What did @renamalikmd actually say?
Dr. Rena Malik made two core claims in this short clip. First, that testosterone deficiency is present in "20 to 50% of men." Second, that low testosterone can show up as decreased libido, difficulty achieving orgasm, and trouble getting erections. She also framed testosterone production as important for "a number of bodily functions," which is accurate but vague enough to be almost meaningless without context.
To be fair, she did not recommend a treatment, cite a specific threshold, or make any diagnostic claims. She kept it descriptive. That matters when evaluating how responsible this video actually is.
Does the science back this up?
The 20 to 50% figure is where things get complicated, and Dr. Malik deserves some scrutiny here. That range is technically defensible, but it is so wide that it borders on misleading without context.
The lower end of that estimate often comes from studies using clinical definitions of hypogonadism, where serum total testosterone falls below roughly 300 ng/dL alongside symptoms. The Massachusetts Male Aging Study (Araujo et al., 2007, Journal of Clinical Endocrinology and Metabolism) estimated symptomatic androgen deficiency in about 6% of men aged 30 to 79, which is dramatically lower than 20%. The upper end of Dr. Malik's range likely reflects studies that use broader definitions, including subclinical or age-related decline, sometimes called late-onset hypogonadism. Wang et al. (2008, European Journal of Endocrinology) found prevalence estimates climbing sharply when age and obesity are factored in, sometimes exceeding 40% in older or metabolically unhealthy populations. So the 20 to 50% figure is not fabricated, but presenting it without clarifying that it depends heavily on how you define deficiency, and in which population, flattens a genuinely complex picture.
What did they get wrong (or right)?
The sexual symptoms she listed, decreased libido, difficulty achieving orgasm, and difficulty obtaining erections, are well-supported in the literature as recognized symptoms of low testosterone. The Endocrine Society's clinical practice guideline (Bhasin et al., 2018, Journal of Clinical Endocrinology and Metabolism) includes all three as part of the diagnostic symptom cluster for hypogonadism. Credit where it's due: she got that part right.
What she got wrong, or at least sloppy, is the prevalence number. Saying "20 to 50%" without specifying age group, diagnostic criteria, or comorbidity status is the kind of stat that sounds authoritative but actually tells you very little. It's the difference between saying "some people get headaches" and citing a specific population study. The Travison et al. (2007, Journal of Clinical Endocrinology and Metabolism) analysis of secular trends in testosterone levels found real population-level declines over decades, but still did not place clinical deficiency anywhere near 50% of all men. Framing it as just "common" without that nuance oversimplifies.
What should you actually know?
Low testosterone is real, and it does affect sexual function. But the definition of "deficiency" is genuinely contested in endocrinology, and that matters if you are considering evaluation or treatment.
Most major endocrine organizations define biochemical hypogonadism as total testosterone consistently below 300 ng/dL, confirmed on at least two morning measurements, combined with symptoms. Symptoms alone are not enough. A single low lab value is not enough either. The Endocrine Society guideline (Bhasin et al., 2018) explicitly warns against diagnosing based on symptoms alone because many overlap with depression, sleep apnea, obesity, and other treatable conditions.
If you are experiencing low libido, erection difficulties, or fatigue, the right first step is a conversation with a licensed clinician who will order the right labs, at the right time of day, and rule out other causes before jumping to any conclusions about testosterone. A short Instagram reel, however well-intentioned, is not a diagnostic tool.
- Always confirm low testosterone with two fasting morning blood draws before acting on results.
- Sexual symptoms alone do not confirm low testosterone.
- Age, weight, sleep quality, and medications all independently affect testosterone levels.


Work request: Output all of the material once more, so that every line matches the original exactly.

Data excerpts:

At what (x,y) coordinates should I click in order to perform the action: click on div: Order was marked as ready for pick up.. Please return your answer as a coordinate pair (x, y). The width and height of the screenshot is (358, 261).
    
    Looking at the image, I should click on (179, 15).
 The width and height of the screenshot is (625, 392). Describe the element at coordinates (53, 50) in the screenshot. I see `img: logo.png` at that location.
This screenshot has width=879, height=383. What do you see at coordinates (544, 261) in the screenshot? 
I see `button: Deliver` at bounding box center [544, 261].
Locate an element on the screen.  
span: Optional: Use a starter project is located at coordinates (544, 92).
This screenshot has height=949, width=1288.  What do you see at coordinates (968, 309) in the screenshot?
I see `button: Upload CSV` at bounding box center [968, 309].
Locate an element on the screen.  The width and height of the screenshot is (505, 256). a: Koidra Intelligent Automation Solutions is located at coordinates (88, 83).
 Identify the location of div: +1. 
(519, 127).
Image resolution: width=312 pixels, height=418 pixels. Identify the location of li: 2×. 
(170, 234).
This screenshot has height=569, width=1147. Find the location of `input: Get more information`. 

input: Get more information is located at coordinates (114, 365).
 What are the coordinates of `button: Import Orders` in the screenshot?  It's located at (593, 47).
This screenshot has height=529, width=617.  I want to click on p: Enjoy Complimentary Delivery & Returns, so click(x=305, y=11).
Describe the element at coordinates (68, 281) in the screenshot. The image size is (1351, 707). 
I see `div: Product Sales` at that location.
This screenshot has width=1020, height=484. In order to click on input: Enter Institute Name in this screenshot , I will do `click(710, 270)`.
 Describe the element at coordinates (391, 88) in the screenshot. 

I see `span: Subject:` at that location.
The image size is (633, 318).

Result of the task:
At what (x,y) coordinates should I click in order to perform the action: click on div: Order was marked as ready for pick up.. Please return your answer as a coordinate pair (x, y). The width and height of the screenshot is (358, 261).
    
    Looking at the image, I should click on (179, 15).
 The width and height of the screenshot is (625, 392). Describe the element at coordinates (53, 50) in the screenshot. I see `img: logo.png` at that location.
This screenshot has width=879, height=383. What do you see at coordinates (544, 261) in the screenshot? 
I see `button: Deliver` at bounding box center [544, 261].
Locate an element on the screen.  
span: Optional: Use a starter project is located at coordinates (544, 92).
This screenshot has height=949, width=1288.  What do you see at coordinates (968, 309) in the screenshot?
I see `button: Upload CSV` at bounding box center [968, 309].
Locate an element on the screen.  The width and height of the screenshot is (505, 256). a: Koidra Intelligent Automation Solutions is located at coordinates (88, 83).
 Identify the location of div: +1. 
(519, 127).
Image resolution: width=312 pixels, height=418 pixels. Identify the location of li: 2×. 
(170, 234).
This screenshot has height=569, width=1147. Find the location of `input: Get more information`. 

input: Get more information is located at coordinates (114, 365).
 What are the coordinates of `button: Import Orders` in the screenshot?  It's located at (593, 47).
This screenshot has height=529, width=617.  I want to click on p: Enjoy Complimentary Delivery & Returns, so click(x=305, y=11).
Describe the element at coordinates (68, 281) in the screenshot. The image size is (1351, 707). 
I see `div: Product Sales` at that location.
This screenshot has width=1020, height=484. In order to click on input: Enter Institute Name in this screenshot , I will do `click(710, 270)`.
 Describe the element at coordinates (391, 88) in the screenshot. 

I see `span: Subject:` at that location.
The image size is (633, 318).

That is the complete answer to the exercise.